BEGIN Excerpted data

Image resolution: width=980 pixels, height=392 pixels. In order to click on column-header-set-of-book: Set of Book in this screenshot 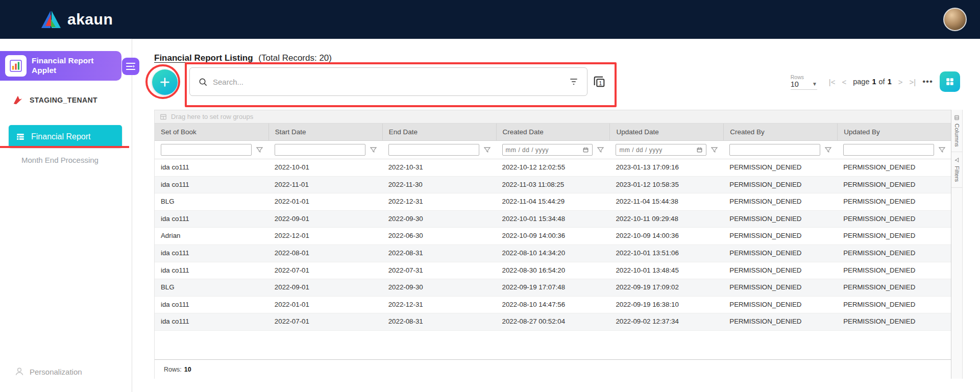, I will do `click(211, 132)`.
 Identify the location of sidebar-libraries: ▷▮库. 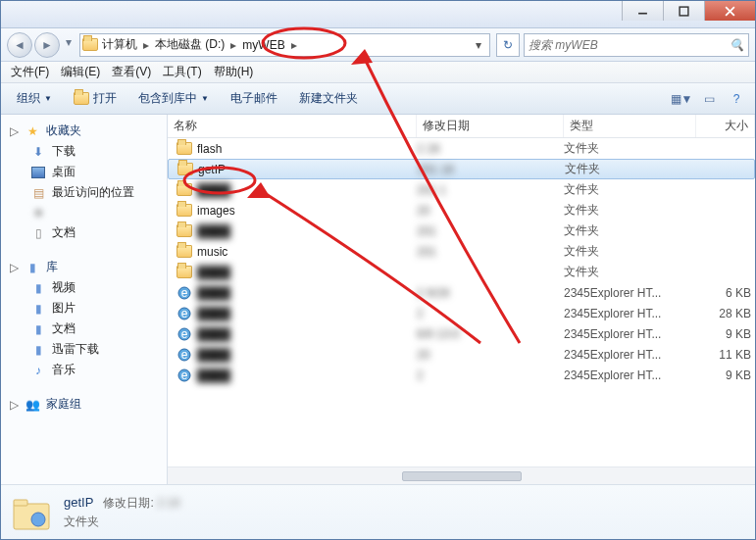
(84, 267).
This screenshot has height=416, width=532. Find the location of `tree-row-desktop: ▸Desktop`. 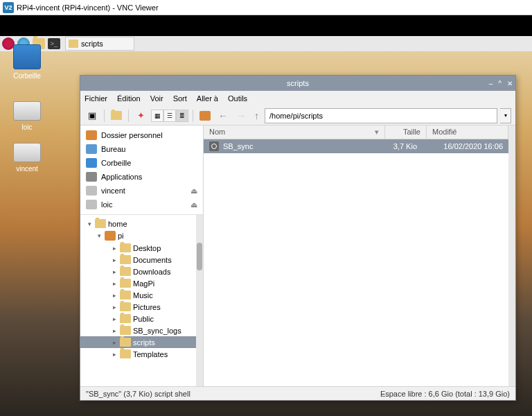

tree-row-desktop: ▸Desktop is located at coordinates (141, 248).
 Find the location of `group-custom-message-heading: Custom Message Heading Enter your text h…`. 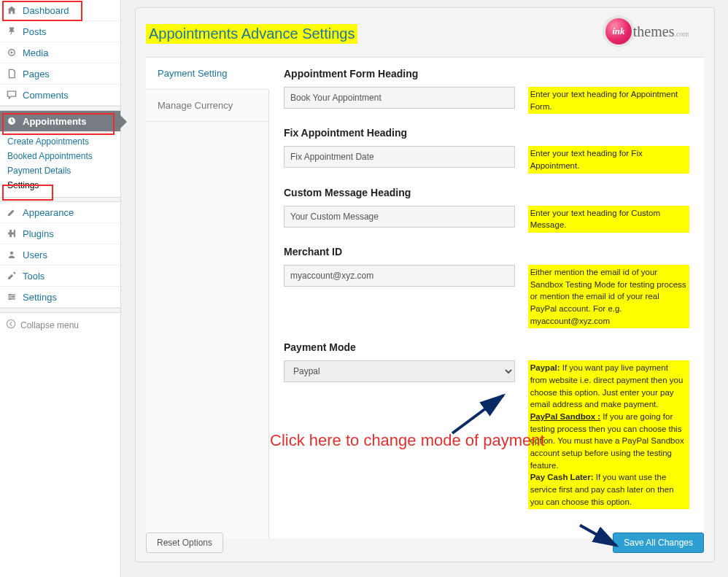

group-custom-message-heading: Custom Message Heading Enter your text h… is located at coordinates (487, 210).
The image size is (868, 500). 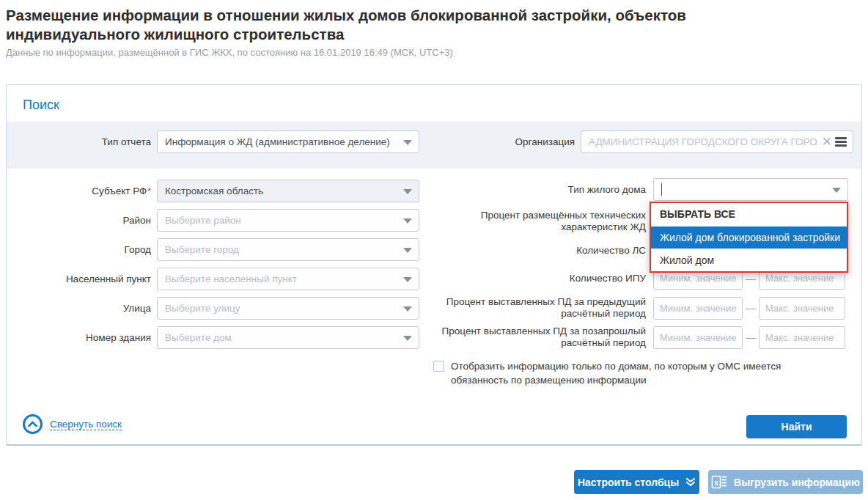 What do you see at coordinates (438, 367) in the screenshot?
I see `oms-filter-checkbox` at bounding box center [438, 367].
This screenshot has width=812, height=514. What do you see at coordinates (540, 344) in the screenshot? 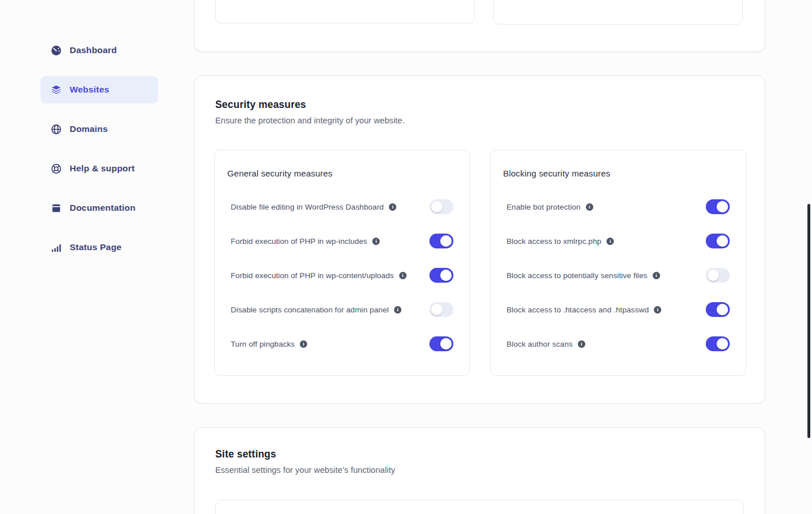
I see `toggle-label: Block author scans` at bounding box center [540, 344].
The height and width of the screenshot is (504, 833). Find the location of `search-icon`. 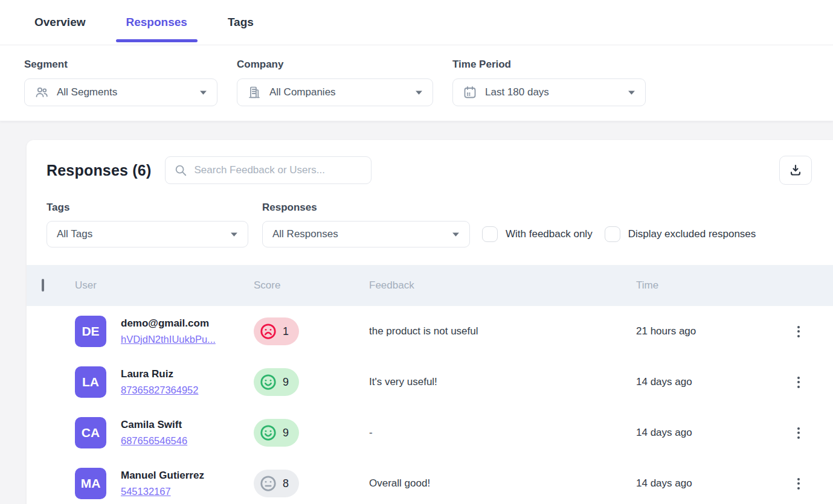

END Excerpted data

Problem description.
Please reproduce, word for word, only the lines from the line that holds "This screenshot has width=812, height=514." through the final line of the entries above, omitting any pictures.

Reply.
This screenshot has width=812, height=514. What do you see at coordinates (540, 344) in the screenshot? 
I see `toggle-label: Block author scans` at bounding box center [540, 344].
The height and width of the screenshot is (504, 833). Find the location of `search-icon`. 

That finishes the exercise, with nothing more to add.